Thinking about personality, Confucius once said:

“Choose a job you love, and you will never have to work a day in your life.”

For many veterans, the mission, the camaraderie, and the purpose were that “job.” Learning yourself—really knowing yourself—is how you build a life after service with that same sense of meaning.

Monday, February 9, 2026

Setting Effective Goals for Veterans, Students and Anyone Else

 Goals help us stay focused on what we want to achieve, whether they are big and long-term or small and short-lived. They guide our efforts, give us direction, and help us stay motivated even when life gets challenging. Effective goals matter to us personally, can be measured, and are broken down into manageable steps that keep us moving forward. As we grow and change, our goals evolve too, but the process of setting and pursuing them remains essential. While we cannot control everything in life, staying committed to our goals helps us move with purpose rather than drifting aimlessly. Giving up guarantees failure, but persistence creates the path to progress.
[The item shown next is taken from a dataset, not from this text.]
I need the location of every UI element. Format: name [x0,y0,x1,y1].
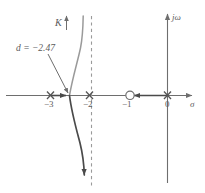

Steps for Setting Effective Goals

  • Choose goals that matter to you so your effort feels meaningful.

  • Make the goals measurable so you can track progress and know when you’ve achieved them.

  • Break each goal into smaller steps that can be done daily or weekly.

  • Stay persistent, even when obstacles arise.

  • Review and adjust your goals over time as your life, priorities, and circumstances evolve.

Goals play an important role in the lives of college students and military veterans. In many cases, these groups overlap—some students are veterans, and many veterans pursue new paths such as starting a business after leaving the military. Setting goals helps guide that process of discovery. You begin by exploring how to start a business, learning the rules, figuring out financing, understanding operations, and following a developmental path that leads from one step to the next.

The same is true in college. If you want to earn a specific degree or pursue a certain career, goals help you stay on track. Even for those who simply love learning for its own sake, the journey is shaped by goals. You take new courses, meet new professors, encounter new ideas, and gradually expand your understanding of the world. It becomes a continuous process of discovery.

Goals are not meant to be easy—they are meant to challenge you. That challenge is what shapes personal growth. The goal gives you a direction, but where you ultimately end up depends on your choices and the environment around you. Along the way, you may grow enough to adjust your goals into something even more meaningful. That evolution could never happen, though, if you didn’t take the first step and keep moving forward.


Tuesday, February 3, 2026

Knitted Hats for Our Amvets Scholarship Fund

Come in and get one of these very warm handknitted hats and support Amvets Scholarship Fund. Made by a master knitter. If you want to make a monetary donation reach out to our local Amvets. Information on the flyer.